DENMARK takes its campaign for sanctions against Burma to European Union president Ireland this week, where it will propose a trade boycott, aid cuts and United Nations action, a Foreign Ministry official said yesterday.
Denmark is outraged at the death last month in a Rangoon jail of honorary consul Mr James Leander (Leo) Nichols. It put its proposals to an EU working group in Brussels on Tuesday, but according to Danish media reports made little headway.
Citing diplomatic sources in Brussels, Ritzau news agency said: "It was made clear that the majority of member states would rather fuse political than economic pressure to get the Burmese government to alter its position on human rights."
But a Danish official insisted talks on the matter were still in progress. It would not be possible to predict the outcome of these stalks until after the Danish Foreign Minister, Mr Niels Helveg Petersen, met his EU counterparts in Brussels on July 15th.
Mr Nichols (65), an unaccredited representative for Denmark, Finland, Norway and Switzerland, died in prison on June 22nd. Differing accounts say he died of a heart attack or a stroke.
Godfather to democracy campaigner Ms Aung San Suu Kyi, he was arrested in April and sentenced to three years in prison for operating home telephones and fax machines without permission. Diplomats and opposition sources believe he was jailed because of his close links with Ms Suu Kyi and her National League for Democracy (NLD).
Human rights organisations have said Mr Nichols, a diabetic with a heart ailment, might have died as a result of sleep deprivation during interrogation in prison.
Burma's ruling State Law and Order Restoration Council (SLORC) took power in 1988, suppressing the democracy movement.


● Your goal:
Would you give the records below again, exactly and completely?

● Study material:
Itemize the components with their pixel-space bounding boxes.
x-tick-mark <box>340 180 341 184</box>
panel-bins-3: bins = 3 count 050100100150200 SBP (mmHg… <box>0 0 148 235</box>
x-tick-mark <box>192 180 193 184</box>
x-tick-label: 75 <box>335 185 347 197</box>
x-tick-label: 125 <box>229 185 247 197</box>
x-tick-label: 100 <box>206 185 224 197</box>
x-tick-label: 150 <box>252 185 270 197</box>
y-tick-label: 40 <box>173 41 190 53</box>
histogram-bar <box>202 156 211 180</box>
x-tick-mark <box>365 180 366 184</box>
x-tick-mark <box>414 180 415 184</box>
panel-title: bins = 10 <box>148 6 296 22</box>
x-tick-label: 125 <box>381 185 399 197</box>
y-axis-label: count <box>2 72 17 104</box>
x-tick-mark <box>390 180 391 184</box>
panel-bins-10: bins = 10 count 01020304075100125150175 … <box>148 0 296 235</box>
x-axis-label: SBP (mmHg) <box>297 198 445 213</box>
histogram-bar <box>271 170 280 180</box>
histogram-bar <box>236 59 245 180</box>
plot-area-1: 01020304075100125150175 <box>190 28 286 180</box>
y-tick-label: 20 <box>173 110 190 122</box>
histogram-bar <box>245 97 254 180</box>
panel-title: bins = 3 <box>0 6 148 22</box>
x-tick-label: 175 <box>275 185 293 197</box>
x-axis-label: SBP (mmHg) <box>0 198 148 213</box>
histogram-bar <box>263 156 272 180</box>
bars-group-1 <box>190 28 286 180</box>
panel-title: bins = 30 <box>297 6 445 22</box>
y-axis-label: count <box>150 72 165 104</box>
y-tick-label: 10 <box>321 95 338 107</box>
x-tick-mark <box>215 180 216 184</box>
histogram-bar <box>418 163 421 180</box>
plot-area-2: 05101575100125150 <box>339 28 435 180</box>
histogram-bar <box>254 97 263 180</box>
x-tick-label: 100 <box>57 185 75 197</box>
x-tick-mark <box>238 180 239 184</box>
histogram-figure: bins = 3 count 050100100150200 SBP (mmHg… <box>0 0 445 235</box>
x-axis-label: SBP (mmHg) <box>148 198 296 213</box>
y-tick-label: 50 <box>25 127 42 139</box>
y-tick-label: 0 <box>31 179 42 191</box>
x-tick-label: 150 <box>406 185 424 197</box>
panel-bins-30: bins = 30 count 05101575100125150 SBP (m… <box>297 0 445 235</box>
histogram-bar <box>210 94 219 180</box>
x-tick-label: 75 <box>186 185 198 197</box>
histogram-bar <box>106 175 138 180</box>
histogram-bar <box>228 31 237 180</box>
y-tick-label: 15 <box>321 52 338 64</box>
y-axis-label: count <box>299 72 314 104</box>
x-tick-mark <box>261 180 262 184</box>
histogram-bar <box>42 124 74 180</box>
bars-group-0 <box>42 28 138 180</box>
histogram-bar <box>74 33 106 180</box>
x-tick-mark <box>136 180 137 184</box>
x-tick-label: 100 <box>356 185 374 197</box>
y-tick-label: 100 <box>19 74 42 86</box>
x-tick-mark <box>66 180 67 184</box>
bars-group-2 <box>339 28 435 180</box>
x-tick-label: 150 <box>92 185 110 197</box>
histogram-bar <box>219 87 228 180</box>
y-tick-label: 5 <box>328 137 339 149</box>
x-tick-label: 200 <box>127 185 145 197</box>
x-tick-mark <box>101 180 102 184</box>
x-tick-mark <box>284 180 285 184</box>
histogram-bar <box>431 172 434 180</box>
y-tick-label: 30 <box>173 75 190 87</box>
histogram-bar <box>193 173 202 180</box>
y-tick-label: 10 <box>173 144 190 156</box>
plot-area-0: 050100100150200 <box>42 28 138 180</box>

● Response:
Itemize the components with their pixel-space bounding boxes.
x-tick-mark <box>340 180 341 184</box>
panel-bins-3: bins = 3 count 050100100150200 SBP (mmHg… <box>0 0 148 235</box>
x-tick-mark <box>192 180 193 184</box>
x-tick-label: 75 <box>335 185 347 197</box>
x-tick-label: 125 <box>229 185 247 197</box>
x-tick-label: 100 <box>206 185 224 197</box>
x-tick-label: 150 <box>252 185 270 197</box>
y-tick-label: 40 <box>173 41 190 53</box>
histogram-bar <box>202 156 211 180</box>
x-tick-mark <box>365 180 366 184</box>
x-tick-mark <box>414 180 415 184</box>
panel-title: bins = 10 <box>148 6 296 22</box>
x-tick-label: 125 <box>381 185 399 197</box>
y-axis-label: count <box>2 72 17 104</box>
x-tick-mark <box>390 180 391 184</box>
panel-bins-10: bins = 10 count 01020304075100125150175 … <box>148 0 296 235</box>
x-axis-label: SBP (mmHg) <box>297 198 445 213</box>
histogram-bar <box>271 170 280 180</box>
histogram-bar <box>236 59 245 180</box>
plot-area-1: 01020304075100125150175 <box>190 28 286 180</box>
y-tick-label: 20 <box>173 110 190 122</box>
histogram-bar <box>245 97 254 180</box>
panel-title: bins = 3 <box>0 6 148 22</box>
x-tick-label: 175 <box>275 185 293 197</box>
x-axis-label: SBP (mmHg) <box>0 198 148 213</box>
histogram-bar <box>263 156 272 180</box>
bars-group-1 <box>190 28 286 180</box>
panel-title: bins = 30 <box>297 6 445 22</box>
y-axis-label: count <box>150 72 165 104</box>
y-tick-label: 10 <box>321 95 338 107</box>
x-tick-mark <box>215 180 216 184</box>
histogram-bar <box>418 163 421 180</box>
plot-area-2: 05101575100125150 <box>339 28 435 180</box>
histogram-bar <box>254 97 263 180</box>
x-tick-label: 100 <box>57 185 75 197</box>
x-tick-mark <box>238 180 239 184</box>
histogram-figure: bins = 3 count 050100100150200 SBP (mmHg… <box>0 0 445 235</box>
x-axis-label: SBP (mmHg) <box>148 198 296 213</box>
y-tick-label: 50 <box>25 127 42 139</box>
y-tick-label: 0 <box>31 179 42 191</box>
x-tick-label: 150 <box>406 185 424 197</box>
panel-bins-30: bins = 30 count 05101575100125150 SBP (m… <box>297 0 445 235</box>
histogram-bar <box>210 94 219 180</box>
x-tick-label: 75 <box>186 185 198 197</box>
histogram-bar <box>106 175 138 180</box>
histogram-bar <box>228 31 237 180</box>
y-tick-label: 15 <box>321 52 338 64</box>
y-axis-label: count <box>299 72 314 104</box>
x-tick-mark <box>261 180 262 184</box>
histogram-bar <box>42 124 74 180</box>
bars-group-0 <box>42 28 138 180</box>
histogram-bar <box>74 33 106 180</box>
x-tick-mark <box>136 180 137 184</box>
x-tick-label: 100 <box>356 185 374 197</box>
y-tick-label: 100 <box>19 74 42 86</box>
x-tick-mark <box>66 180 67 184</box>
bars-group-2 <box>339 28 435 180</box>
x-tick-label: 150 <box>92 185 110 197</box>
histogram-bar <box>219 87 228 180</box>
y-tick-label: 5 <box>328 137 339 149</box>
x-tick-label: 200 <box>127 185 145 197</box>
x-tick-mark <box>101 180 102 184</box>
x-tick-mark <box>284 180 285 184</box>
histogram-bar <box>431 172 434 180</box>
y-tick-label: 30 <box>173 75 190 87</box>
histogram-bar <box>193 173 202 180</box>
y-tick-label: 10 <box>173 144 190 156</box>
plot-area-0: 050100100150200 <box>42 28 138 180</box>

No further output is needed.